First thing though, before you start doing too much trouble shooting - your symptoms sound like you may have reversed the hot and ground coming out of this pot. Maybe you've got it right and the pot is backwards, or you were simply looking at the pot upside down when you wired it. Who knows. But if you leave the pickup connections to that pot normal, and swap the wires going to ground and output from that blend pot, you might get things working. Although it sounds like you pulled it out, so I don't know.

So back to the possibility of supply issues:

So the best bet might be to try measuring what you've got. Normally, I don't suggest looking at bad parts as the first point of failure - it's almost always a simple mistake that we all make and miss. But knowing that these particular parts have come to me mistaken before, I'd say check it out. And worst case, if you write down how it works, you can figure out how to connect it yourself.

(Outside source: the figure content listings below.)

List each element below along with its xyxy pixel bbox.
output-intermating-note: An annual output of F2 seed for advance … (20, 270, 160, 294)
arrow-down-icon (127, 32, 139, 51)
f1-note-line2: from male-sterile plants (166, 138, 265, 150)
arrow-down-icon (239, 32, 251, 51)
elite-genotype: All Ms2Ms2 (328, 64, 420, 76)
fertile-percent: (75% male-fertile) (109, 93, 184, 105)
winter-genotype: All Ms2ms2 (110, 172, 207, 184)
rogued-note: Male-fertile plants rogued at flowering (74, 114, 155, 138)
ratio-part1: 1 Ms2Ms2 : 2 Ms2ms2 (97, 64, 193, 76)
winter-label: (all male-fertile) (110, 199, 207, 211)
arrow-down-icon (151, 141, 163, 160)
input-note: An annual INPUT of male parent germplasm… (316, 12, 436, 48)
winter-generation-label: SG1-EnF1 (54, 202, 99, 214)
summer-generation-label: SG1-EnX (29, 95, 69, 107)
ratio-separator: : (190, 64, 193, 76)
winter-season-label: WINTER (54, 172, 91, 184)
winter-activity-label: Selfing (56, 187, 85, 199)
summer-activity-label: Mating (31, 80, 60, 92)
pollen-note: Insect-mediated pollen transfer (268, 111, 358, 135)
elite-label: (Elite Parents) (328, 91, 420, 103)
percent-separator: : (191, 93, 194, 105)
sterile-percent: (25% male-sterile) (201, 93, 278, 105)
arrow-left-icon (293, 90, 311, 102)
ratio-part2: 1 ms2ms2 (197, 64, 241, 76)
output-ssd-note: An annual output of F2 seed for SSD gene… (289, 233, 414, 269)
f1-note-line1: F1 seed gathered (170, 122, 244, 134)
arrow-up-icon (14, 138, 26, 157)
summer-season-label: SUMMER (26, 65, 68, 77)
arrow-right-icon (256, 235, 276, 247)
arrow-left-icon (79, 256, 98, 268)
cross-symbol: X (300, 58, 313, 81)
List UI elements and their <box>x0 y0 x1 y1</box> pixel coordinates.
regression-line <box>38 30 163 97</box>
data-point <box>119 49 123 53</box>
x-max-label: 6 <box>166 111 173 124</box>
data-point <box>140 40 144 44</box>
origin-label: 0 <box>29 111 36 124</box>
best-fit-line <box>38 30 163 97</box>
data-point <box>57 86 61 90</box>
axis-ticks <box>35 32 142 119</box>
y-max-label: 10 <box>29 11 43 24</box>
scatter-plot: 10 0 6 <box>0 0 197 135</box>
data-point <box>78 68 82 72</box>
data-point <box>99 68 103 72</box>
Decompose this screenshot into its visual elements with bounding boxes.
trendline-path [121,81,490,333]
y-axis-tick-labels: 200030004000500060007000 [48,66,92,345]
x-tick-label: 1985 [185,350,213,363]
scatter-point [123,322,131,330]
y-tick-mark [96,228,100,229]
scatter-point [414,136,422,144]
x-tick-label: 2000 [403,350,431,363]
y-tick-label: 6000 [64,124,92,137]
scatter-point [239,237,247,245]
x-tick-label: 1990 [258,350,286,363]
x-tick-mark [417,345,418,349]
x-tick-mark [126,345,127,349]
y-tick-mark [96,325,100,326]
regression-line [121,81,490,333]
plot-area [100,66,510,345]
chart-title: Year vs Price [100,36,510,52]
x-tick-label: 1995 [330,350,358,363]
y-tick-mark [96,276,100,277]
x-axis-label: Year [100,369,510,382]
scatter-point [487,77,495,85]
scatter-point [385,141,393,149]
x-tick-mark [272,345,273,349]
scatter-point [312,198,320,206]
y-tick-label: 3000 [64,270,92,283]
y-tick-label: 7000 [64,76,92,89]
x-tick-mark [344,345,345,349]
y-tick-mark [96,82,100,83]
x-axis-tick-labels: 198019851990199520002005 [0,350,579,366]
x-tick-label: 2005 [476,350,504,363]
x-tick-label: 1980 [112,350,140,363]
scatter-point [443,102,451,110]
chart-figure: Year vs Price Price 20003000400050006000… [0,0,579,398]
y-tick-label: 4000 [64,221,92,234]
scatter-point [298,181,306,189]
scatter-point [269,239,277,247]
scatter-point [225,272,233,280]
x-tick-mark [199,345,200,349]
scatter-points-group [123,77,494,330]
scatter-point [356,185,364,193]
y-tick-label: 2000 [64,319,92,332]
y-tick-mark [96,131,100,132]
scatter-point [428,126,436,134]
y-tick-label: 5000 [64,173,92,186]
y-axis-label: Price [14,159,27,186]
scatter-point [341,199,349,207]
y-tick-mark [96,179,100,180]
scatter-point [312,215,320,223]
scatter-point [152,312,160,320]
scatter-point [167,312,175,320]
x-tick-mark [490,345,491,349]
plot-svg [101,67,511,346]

First - the principle. Basically, what you've got is two pots with one shaft. One is a reversed so that it goes "backwards" of normal - turning the pot counterclockwise makes a pickup connected to this half louder, and without the volume jump you get from a backwards wired pot. Each of these pots also is only supposed to work over half the rotation, so that turning the pot from center should make one pickup quieter and leave the other one alone. That's why you see what's probably a fully conductive trace on half the pot - once the wiper makes it past the halfway point, the measurements aren't supposed to change on each wafer. The conductive trace should be different sides on each wafer. This is what makes me think you have a blend pot, but it's wired wrong.

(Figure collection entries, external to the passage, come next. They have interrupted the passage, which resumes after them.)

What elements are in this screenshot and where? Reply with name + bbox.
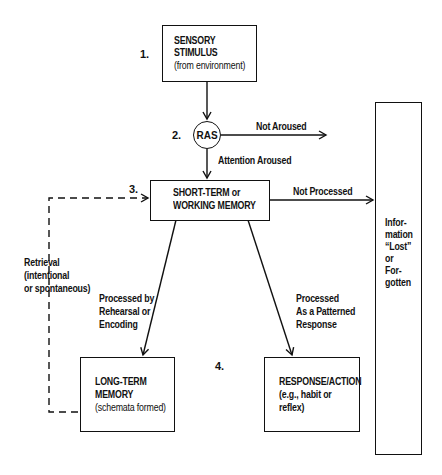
- patterned-line3: Response: [296, 319, 337, 331]
- response-line3: reflex): [279, 402, 304, 414]
- lost-line4: or: [385, 253, 393, 265]
- stm-line2: WORKING MEMORY: [173, 200, 256, 212]
- attention-aroused-label: Attention Aroused: [218, 155, 291, 167]
- lost-line5: For-: [385, 265, 401, 277]
- retrieval-line1: Retrieval: [24, 257, 60, 269]
- sensory-line3: (from environment): [174, 60, 245, 72]
- stm-line1: SHORT-TERM or: [173, 187, 240, 199]
- step-number-3: 3.: [129, 183, 138, 195]
- lost-line6: gotten: [385, 277, 411, 289]
- retrieval-line2: (intentional: [24, 270, 69, 282]
- information-lost-node: Infor- mation “Lost” or For- gotten: [375, 102, 422, 455]
- short-term-memory-node: SHORT-TERM or WORKING MEMORY: [150, 180, 270, 221]
- not-aroused-label: Not Aroused: [256, 121, 307, 133]
- step-number-1: 1.: [140, 48, 149, 60]
- ras-node: RAS: [193, 121, 221, 149]
- not-processed-label: Not Processed: [293, 186, 352, 198]
- ltm-line2: MEMORY: [95, 389, 133, 401]
- patterned-line2: As a Patterned: [296, 306, 355, 318]
- retrieval-line3: or spontaneous): [24, 283, 90, 295]
- step-number-2: 2.: [172, 129, 181, 141]
- response-line1: RESPONSE/ACTION: [279, 376, 361, 388]
- rehearsal-line3: Encoding: [99, 319, 138, 331]
- lost-line2: mation: [385, 229, 413, 241]
- ras-label: RAS: [196, 130, 217, 141]
- lost-line3: “Lost”: [385, 241, 411, 253]
- response-line2: (e.g., habit or: [279, 389, 332, 401]
- step-number-4: 4.: [215, 360, 224, 372]
- rehearsal-line1: Processed by: [99, 293, 154, 305]
- ltm-line3: (schemata formed): [95, 402, 166, 414]
- sensory-stimulus-node: SENSORY STIMULUS (from environment): [162, 25, 257, 82]
- response-action-node: RESPONSE/ACTION (e.g., habit or reflex): [264, 357, 360, 432]
- ltm-line1: LONG-TERM: [95, 376, 147, 388]
- rehearsal-line2: Rehearsal or: [99, 306, 150, 318]
- long-term-memory-node: LONG-TERM MEMORY (schemata formed): [80, 357, 175, 432]
- sensory-line2: STIMULUS: [174, 47, 218, 59]
- patterned-line1: Processed: [296, 293, 339, 305]
- sensory-line1: SENSORY: [174, 35, 215, 47]
- lost-line1: Infor-: [385, 217, 406, 229]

Anyway, you should try measuring the pot with a multimeter. You only need to be able to measure resistance.

Disconnect the pot from it's connections.

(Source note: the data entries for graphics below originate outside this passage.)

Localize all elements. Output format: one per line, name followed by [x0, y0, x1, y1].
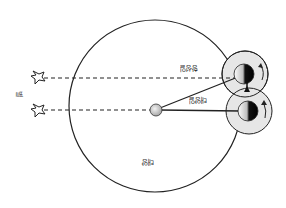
star-icon-1: [31, 71, 45, 84]
sun: [150, 104, 162, 116]
orbit-diagram: [0, 0, 286, 208]
star-label: 별: [16, 89, 23, 98]
star-icon-2: [31, 104, 45, 117]
sidereal-day-label: 항성일: [180, 64, 198, 71]
sun-label: 태양: [142, 158, 154, 165]
solar-day-label: 태양일: [189, 96, 207, 103]
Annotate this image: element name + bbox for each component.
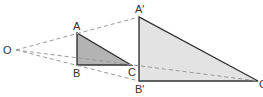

With the rotation in the center, you should have full resistance (probably 500K, unless you got a 250K pot) between the center lug and one of the outside lugs, and one of the outside lugs should be 0 resistance - that is, continuity. The other half of the pot, should be opposite that. That is, if the top half of the pot is full resistance between center and left, and continuity between center and right, the bottom half of the pot should be full resistance between center and right, and continuity between center and left. Reversed.

As you turn the pot clockwise away from the center position, you should see one half of the pot (top or bottom) shouldn't change measurements, while the other half should work like a normal pot - resistance starts to increase where there had been continuity and decrease where it had been at it's full measurement. If you return to the center position and then start to turn counterclockwise, the half of the pot that changed when turning clockwise should now stay the same, while the other half of the pot changes in measurements.

If it's not behaving like this - for instance, turning it away from the center detent, the measurements are changing on both the upper and lower half of the pot, then you haven't got a functioning blend pot.

FWIW, I ended up getting the blend pot through Brian at Universaljems, and that worked perfectly. (Go to "pots", click on 250k or 500k, and scroll to the bottom or search on the page for "blend" and you'll find it.) It's also an Allparts item, I believe, so most music shops should be able to order you one.

Also, your single pot idea isn't really going to work. Volume pots work by decreasing the resistance to ground until all the signal bleeds there. You may get some reduction adding a series resistance like that, but it's not really going to work as you'd like.